The forest was unbearably silent, and our slightest move on the machan made the wooden planks creak, and the noise amplified manifold. It reverberated in the forest, making us feel guilty for having breached its sanctity.

After an hour-long wait, which seemed like a year, we decided to attract the Ceylon frogmouths that were said to inhabit the area in large numbers. We played back their call which we had recorded on the cellphone; and sure enough we could hear their answer at a distance. As we continued playing it, they came closer and closer, but at one point they stopped. Maybe they realised that our sound pattern was too repetitive to be real.

The long wait for the resident leopard followed. Despite Deepak's inkling that the leopard would skip this stagnant waterhole and go to a fresh-water pond nearby, we kept up the night-long vigil.

Then in the middle of the night, four gunshots pierced the silence. And Deepak told us that a kilometre from where we were was the border of Goa and Karnataka. In that no-man's land or should I say no-animal's land, it was shoot at sight. Where deer, wild boar and even giant squirrels regularly fall prey to man's wanton killing.

At the break of dawn, the rising sun removed the cataract of the night, layer by layer. And the breeze carried many birdsongs, known and unknown. We got down from the machan and stepped into the mystic morning. Just 100 feet away from where we had camped in the night, we came across the scared pugmarks of a barking deer. Close on its heels were the pugmarks of the leopard we had missed. Then we saw the pugmarks of a mama bear and a baby bear. And as if to confirm our observation, nearby was a termite hole completely ravaged by the mama bear.

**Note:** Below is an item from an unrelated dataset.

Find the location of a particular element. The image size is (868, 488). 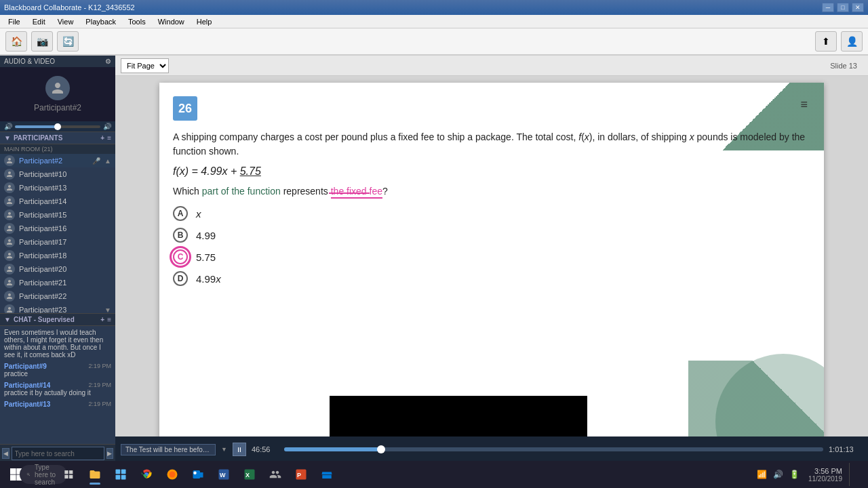

left-panel: AUDIO & VIDEO ⚙ Participant#2 🔊 🔊 is located at coordinates (58, 259).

As we walked back to the guest house bleary eyed, we had a silent prayer on our lips all along the 12 km stretch. A simple prayer that we shouldn't encounter the angry bear with its little cub at the next blind turn.

It's on a walk like this that you feel scared and humbled by the forest and all that dwells in it. And you realise you are just an insignificant speck on a small planet that revolves around an ordinary star in the distant corner of an obscure galaxy that's just one of a 100 billion galaxies.